After Europe, the Caribbean region attracts the most Americans as visitors. The Bahamas, the U.S. Virgin Islands, and Puerto Rico attract the most stay-over visitors, followed by Bermuda, Jamaica, Barbados and the Dominican Republic. (The Dominican Republic is a newcomer on the big-attraction list.) Geographically, Bermuda is too far north to be part of the Caribbean region. Historically and culturally it has much in common with the Caribbean and is included here.
The U.S. Virgin Islands, the Bahamas, Martinique, and the Dominican Republic have been most selected for cruise stops. Figure 7.2 gives the stay-over and cruise arrival numbers for Caribbean visitors for 1981.
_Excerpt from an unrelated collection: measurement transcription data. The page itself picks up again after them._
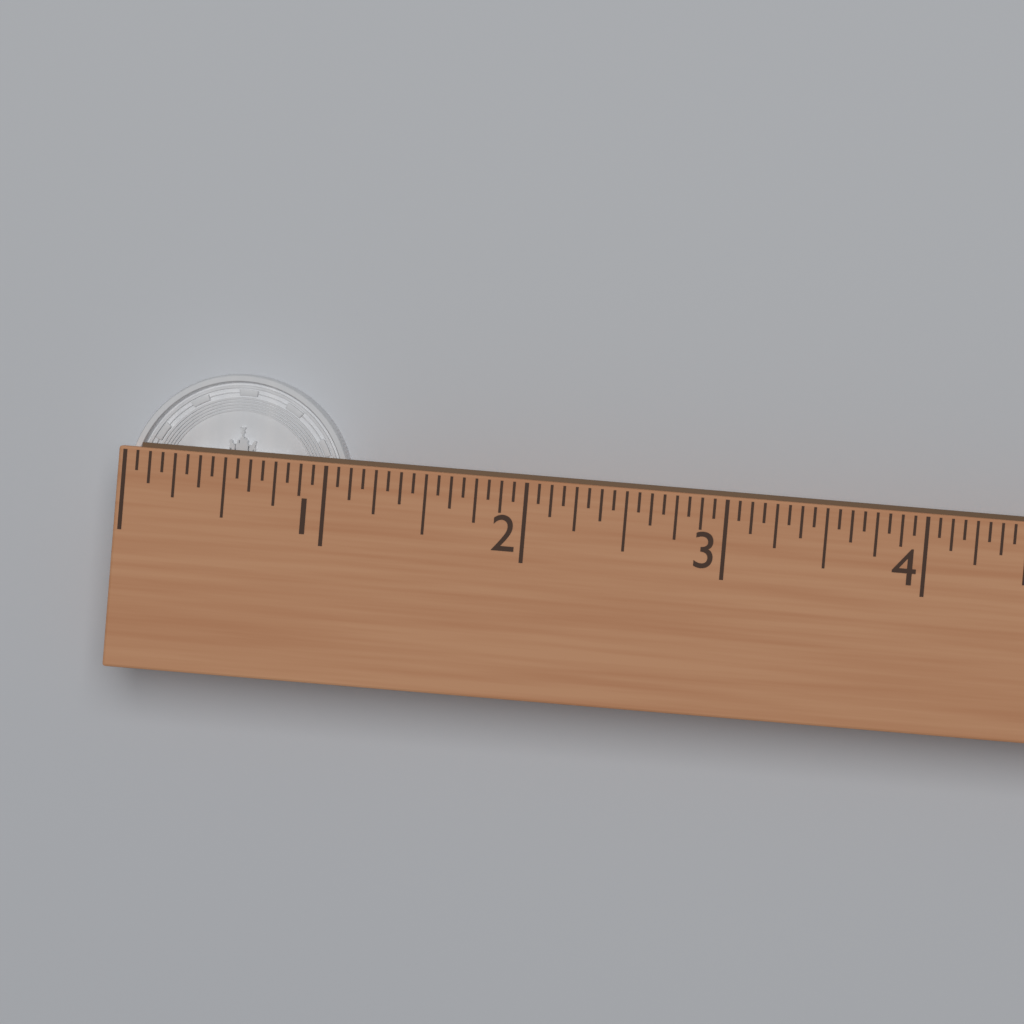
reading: 1.1250 (no unit)
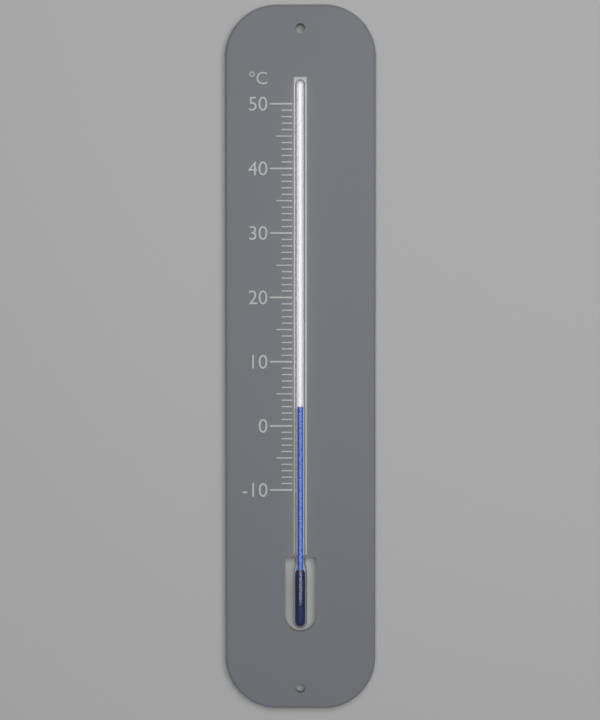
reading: 3 °C
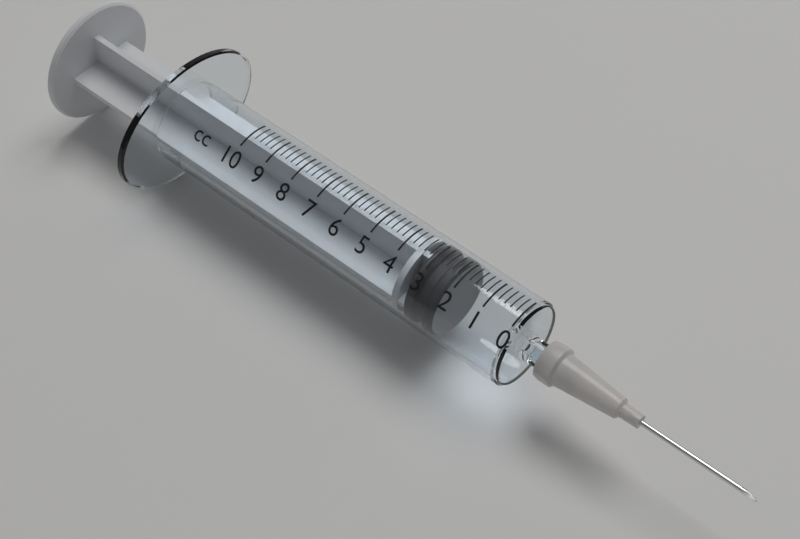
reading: 2.2 cc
In 1981, the Caribbean region attracted 7.2 million visitors, half of whom were Americans. On some islands 85 percent of the visitors are American.1 The area has about five hundred hotels, of which, says the Caribbean Tourism Association, two hundred thirty have fewer than fifty rooms. The largest chain in the area has grown by default. The Jamaican government has taken over fourteen hotels that were in financial difficulty. The government cannot afford to permit the hotels to close. To fail to do so would force up the number of unemployed. Neither can the government afford to operate them. Under government operation the hotels lost millions of dollars. Employee theft extends to cutting out the carpets underneath the beds. Inefficiencies were rampant. So, where possible, the hotels are leased to chain operators from abroad.